Okay, I want to have a quick follow up for the CapEx. What's the CapEx location for testing, bumping, wire bonding for this year?

speaker
Ken Shum
Head of Investor Relations

CapEx location?

speaker
Bruce Lu
Analyst, Goldman Sachs

Location.

speaker
Ken Shum
Head of Investor Relations

So you're asking about basically planned CapEx for tests?

speaker
Bruce Lu
Analyst, Goldman Sachs

For everything. I mean, you know, what's the CapEx allocation? Yes.

speaker
Joseph Tang
Chief Financial Officer

I think for this year, the likely allocation will be around 65% for assembly, roughly 23% to 25% for tests, a little bit for material, and then roughly 9% to 10% for EMS.

speaker
Bruce Lu
Analyst, Goldman Sachs

Okay.
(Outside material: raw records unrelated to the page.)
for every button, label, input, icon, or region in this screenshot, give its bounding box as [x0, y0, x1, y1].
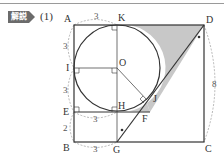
- label-e: E: [63, 106, 69, 117]
- angle-dot-d: [198, 36, 201, 39]
- label-o: O: [119, 57, 126, 68]
- label-f: F: [142, 113, 148, 124]
- dim-eb: 2: [63, 123, 68, 133]
- dim-ak: 3: [94, 11, 99, 21]
- geometry-diagram: A K D I O E H J F B G C 3 3 3 2 3 3 8: [0, 0, 224, 156]
- dim-ie: 3: [63, 85, 68, 95]
- label-i: I: [66, 62, 69, 73]
- label-b: B: [63, 142, 70, 153]
- dim-dc: 8: [212, 79, 217, 89]
- label-j: J: [153, 93, 157, 104]
- right-angle-markers: [74, 25, 144, 112]
- label-h: H: [118, 100, 125, 111]
- label-d: D: [206, 14, 213, 25]
- label-g: G: [113, 144, 120, 155]
- angle-dot-g: [121, 129, 124, 132]
- dim-bg: 3: [93, 144, 98, 154]
- line-oj: [117, 68, 147, 100]
- label-c: C: [205, 143, 212, 154]
- dim-eh: 3: [93, 114, 98, 124]
- label-a: A: [64, 13, 72, 24]
- dim-ai: 3: [63, 41, 68, 51]
- label-k: K: [118, 12, 126, 23]
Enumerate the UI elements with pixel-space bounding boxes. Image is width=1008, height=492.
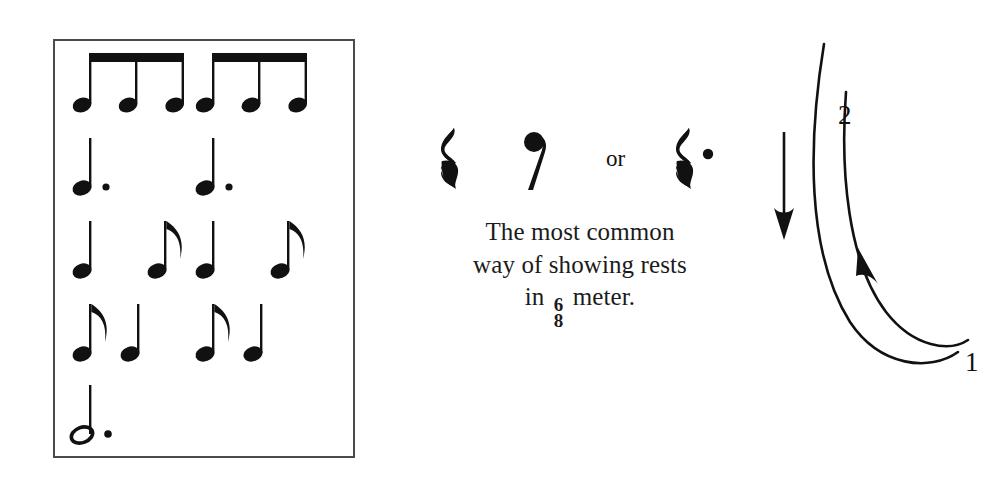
time-signature: 6 8 (554, 297, 564, 330)
conducting-stroke-inner (844, 92, 968, 346)
beat-label-2: 2 (838, 100, 852, 131)
caption-line-3: in 6 8 meter. (420, 281, 740, 330)
rest-symbols-row: or (420, 120, 740, 212)
notehead-open (69, 424, 95, 446)
downward-arrow (774, 132, 794, 240)
rhythm-patterns-box (53, 39, 355, 458)
quarter-rest-glyph (441, 128, 458, 189)
conducting-stroke-outer (814, 44, 958, 363)
rhythm-notation (55, 41, 353, 456)
augmentation-dot (225, 183, 232, 190)
caption-line-3-after: meter. (573, 283, 635, 310)
dotted-quarter-rest-glyph (676, 128, 713, 189)
augmentation-dot (102, 183, 109, 190)
flag (91, 304, 106, 342)
or-conjunction: or (606, 146, 625, 172)
figure-canvas: or The most common way of showing rests … (0, 0, 1008, 492)
rest-glyphs (420, 120, 740, 212)
caption-line-1: The most common (420, 216, 740, 249)
augmentation-dot (703, 149, 713, 159)
eighth-rest-glyph (524, 132, 546, 190)
beat-label-1: 1 (965, 347, 979, 378)
conducting-pattern-diagram: 2 1 (762, 22, 1008, 412)
flag (289, 221, 304, 259)
caption-line-2: way of showing rests (420, 249, 740, 282)
caption-line-3-before: in (525, 283, 545, 310)
flag (214, 304, 229, 342)
flag (166, 221, 181, 259)
rests-explanation-panel: or The most common way of showing rests … (420, 120, 740, 330)
time-signature-denominator: 8 (554, 313, 564, 330)
augmentation-dot (104, 430, 112, 438)
rests-caption: The most common way of showing rests in … (420, 216, 740, 330)
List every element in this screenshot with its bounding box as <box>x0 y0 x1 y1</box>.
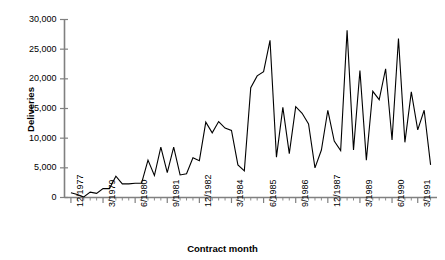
x-tick-label: 3/1979 <box>107 179 117 207</box>
x-tick-label: 3/1984 <box>235 179 245 207</box>
y-axis-title: Deliveries <box>25 70 36 150</box>
y-tick-label: 0 <box>51 192 56 202</box>
x-tick-label: 9/1981 <box>171 179 181 207</box>
chart-plot-area <box>0 0 445 260</box>
x-tick-label: 3/1989 <box>364 179 374 207</box>
x-tick-label: 12/1982 <box>203 174 213 207</box>
y-tick-label: 25,000 <box>29 44 57 54</box>
y-tick-label: 30,000 <box>29 14 57 24</box>
delivery-line-chart: 05,00010,00015,00020,00025,00030,000 12/… <box>0 0 445 260</box>
x-tick-label: 6/1980 <box>139 179 149 207</box>
x-axis-title: Contract month <box>0 243 445 254</box>
x-tick-label: 6/1985 <box>268 179 278 207</box>
axis-lines <box>65 19 438 198</box>
x-tick-label: 12/1977 <box>75 174 85 207</box>
x-tick-label: 12/1987 <box>332 174 342 207</box>
x-tick-label: 3/1991 <box>422 179 432 207</box>
x-axis-ticks <box>71 198 431 204</box>
y-tick-label: 5,000 <box>34 162 57 172</box>
data-series-line <box>71 30 431 197</box>
x-tick-label: 6/1990 <box>396 179 406 207</box>
x-tick-label: 9/1986 <box>300 179 310 207</box>
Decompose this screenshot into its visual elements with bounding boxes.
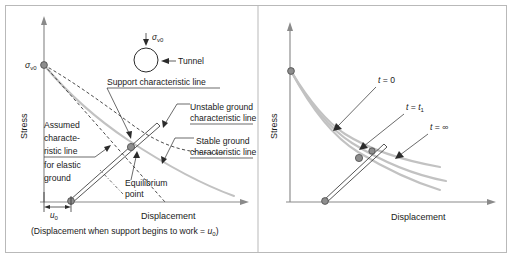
time-label-tinf-text: t = ∞ bbox=[430, 122, 448, 132]
u0-label: u0 bbox=[50, 211, 59, 221]
tunnel-circle-icon bbox=[134, 48, 158, 72]
time-label-tinf-leader bbox=[400, 134, 428, 155]
time-label-t0-leader bbox=[338, 87, 376, 126]
time-label-t1-leader bbox=[364, 114, 404, 146]
left-x-axis-label: Displacement bbox=[141, 211, 196, 221]
stable-ground-label-line2: characteristic line bbox=[190, 147, 257, 157]
support-characteristic-line-edge-b bbox=[72, 126, 160, 203]
support-line-label: Support characteristic line bbox=[107, 77, 206, 87]
time-label-t1: t = t1 bbox=[359, 102, 425, 150]
assumed-label-line2: characte- bbox=[44, 133, 80, 143]
right-initial-stress-node bbox=[288, 68, 295, 75]
u0-dimension: u0 bbox=[44, 192, 71, 221]
stable-ground-leader-d bbox=[165, 138, 175, 158]
initial-stress-label-text: σv0 bbox=[25, 60, 37, 71]
u0-arrowhead-right bbox=[65, 205, 71, 209]
time-label-tinf: t = ∞ bbox=[395, 122, 448, 159]
support-line-leader-arrowhead bbox=[126, 131, 132, 139]
figure-container: σv0 Stress Displacement u0 bbox=[0, 0, 512, 258]
equilibrium-leader-arrowhead bbox=[133, 151, 140, 158]
equilibrium-leader-solid bbox=[131, 157, 136, 180]
right-panel: t = 0 t = t1 t = ∞ bbox=[269, 22, 496, 222]
unstable-ground-leader-arrowhead bbox=[162, 120, 168, 128]
support-characteristic-line-cap bbox=[157, 123, 160, 126]
tunnel-characteristic-curves-figure: σv0 Stress Displacement u0 bbox=[0, 0, 512, 258]
equilibrium-leader-dashed bbox=[100, 170, 123, 194]
tunnel-label: Tunnel bbox=[178, 56, 204, 66]
assumed-label-line4: for elastic bbox=[44, 160, 81, 170]
time-label-t0-text: t = 0 bbox=[378, 75, 395, 85]
u0-arrowhead-left bbox=[44, 205, 50, 209]
right-x-axis-arrowhead bbox=[487, 199, 496, 205]
support-characteristic-line-edge-a bbox=[70, 123, 157, 200]
unstable-ground-label-line1: Unstable ground bbox=[190, 102, 253, 112]
left-panel: σv0 Stress Displacement u0 bbox=[19, 16, 257, 237]
left-x-axis-arrowhead bbox=[240, 199, 249, 205]
assumed-label-line3: ristic line bbox=[44, 146, 78, 156]
time-label-t1-text: t = t1 bbox=[406, 102, 425, 113]
stable-ground-label-line1: Stable ground bbox=[196, 136, 250, 146]
assumed-label-leader bbox=[95, 149, 106, 157]
right-x-axis-label: Displacement bbox=[391, 212, 446, 222]
left-initial-stress-label: σv0 bbox=[25, 60, 37, 71]
stable-ground-callout: Stable ground characteristic line bbox=[161, 136, 257, 164]
right-y-axis-label: Stress bbox=[269, 113, 279, 139]
unstable-ground-leader-d bbox=[166, 104, 177, 122]
right-equilibrium-node-2 bbox=[369, 148, 375, 154]
initial-stress-node bbox=[41, 62, 48, 69]
left-y-axis-label: Stress bbox=[19, 113, 29, 139]
tunnel-sketch: σv0 Tunnel bbox=[134, 33, 204, 72]
ground-curve-t0 bbox=[291, 71, 440, 167]
overburden-arrowhead bbox=[143, 39, 149, 46]
overburden-stress-label: σv0 bbox=[152, 33, 164, 43]
assumed-label-line1: Assumed bbox=[44, 120, 80, 130]
assumed-label-line5: ground bbox=[44, 173, 71, 183]
ground-curve-tinf bbox=[291, 71, 440, 190]
right-support-line-cap bbox=[384, 144, 387, 147]
right-support-start-node bbox=[322, 198, 329, 205]
assumed-label-leader-arrowhead bbox=[104, 145, 111, 152]
left-panel-caption: (Displacement when support begins to wor… bbox=[31, 226, 219, 237]
unstable-ground-callout: Unstable ground characteristic line bbox=[162, 102, 257, 128]
left-y-axis-arrowhead bbox=[41, 16, 47, 25]
right-equilibrium-node-1 bbox=[355, 154, 362, 161]
time-label-t0: t = 0 bbox=[333, 75, 395, 131]
equilibrium-label-line2: point bbox=[125, 189, 144, 199]
right-y-axis-arrowhead bbox=[287, 22, 293, 31]
unstable-ground-label-line2: characteristic line bbox=[190, 113, 257, 123]
tunnel-leader-arrowhead bbox=[161, 58, 169, 64]
equilibrium-node bbox=[127, 143, 134, 150]
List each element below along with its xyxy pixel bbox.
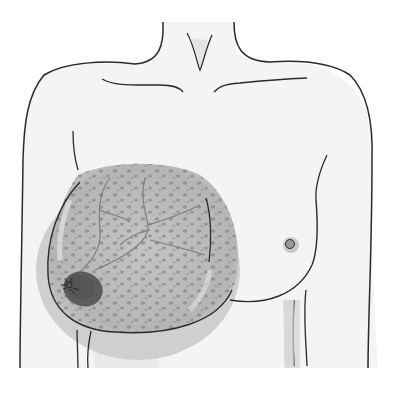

So assuming that your equipment lead time right now is more than a year, So your CapEx for next year should be foreseeable. Because you already mentioned that the CapEx, you know, you couldn't lead time right now. It's more than a year, right? So basically all, you know, how many equipment you're going to spend for the coming like 12, 15 months already. So, which means that your CapEx for next year should have a very clear pictures.

speaker
Joseph Tang
Chief Financial Officer

Well, when we talk about CapEx, we're talking about required CapEx and not necessarily the cash CapEx that we're talking about.

speaker
Bruce Lu
Analyst, Goldman Sachs

Oh, I see. Okay. The next question is a quick question. Can you give us the revenue contribution from automotive or from the IDM in your ATM business?

speaker
Ken Shum
Head of Investor Relations

Chris, you're looking for how much revenue the automotive sector represents?

speaker
Unknown Analyst
Analyst

Yes, in ATM.

speaker
Joseph Tang
Chief Financial Officer

Roughly, at 7.4%, it's around 6%, 5% to 6%.

speaker
Unknown Analyst
Analyst

Do you see a clear uptrend?

speaker
Joseph Tang
Chief Financial Officer

Yeah, well, I think we're pretty aggressive in terms of ramping up our auto business.

speaker
Unknown Analyst
Analyst

Do you expect it to be more than 10% in 2022?

speaker
Joseph Tang
Chief Financial Officer

Well, we'll see. We'll look at it. But it's going to be a little bit of growth this year, over 50% of growth.

speaker
Bruce Lu
Analyst, Goldman Sachs

Wow. Okay. So what is the IDM revenue exposure right now?

speaker
Joseph Tang
Chief Financial Officer

The IDM exposure?

speaker
Bruce Lu
Analyst, Goldman Sachs

Yes, IDM customers.

speaker
Joseph Tang
Chief Financial Officer

Yeah. Around one-third of all visits come from IBM.

speaker
Bruce Lu
Analyst, Goldman Sachs

I see. I understand. Thank you.

speaker
Ken Shum
Head of Investor Relations

Do we have additional questions at this time?

speaker
Operator
Conference Operator

There is no question.

speaker
Ken Shum
Head of Investor Relations

Okay. I'll turn it over to Dr. Tianwu to wrap up the call.

speaker
Dr. Tian Wu
Chief Operating Officer

Well, thank you very much for your patience and support ASE. 2021 has been a very challenging but extremely exciting year for us. Much of the EAR impact which plagued us last year has been resolved. And I would like to thank all of you for supporting us and I look forward to a successful 2021 and we'll talk to you next quarter. And in the meantime, please stay safe and healthy. Thank you. Thank you very much.

Disclaimer

This conference call transcript was computer generated and almost certianly contains errors. This transcript is provided for information purposes only.EarningsCall, LLC makes no representation about the accuracy of the aforementioned transcript, and you are cautioned not to place undue reliance on the information provided by the transcript.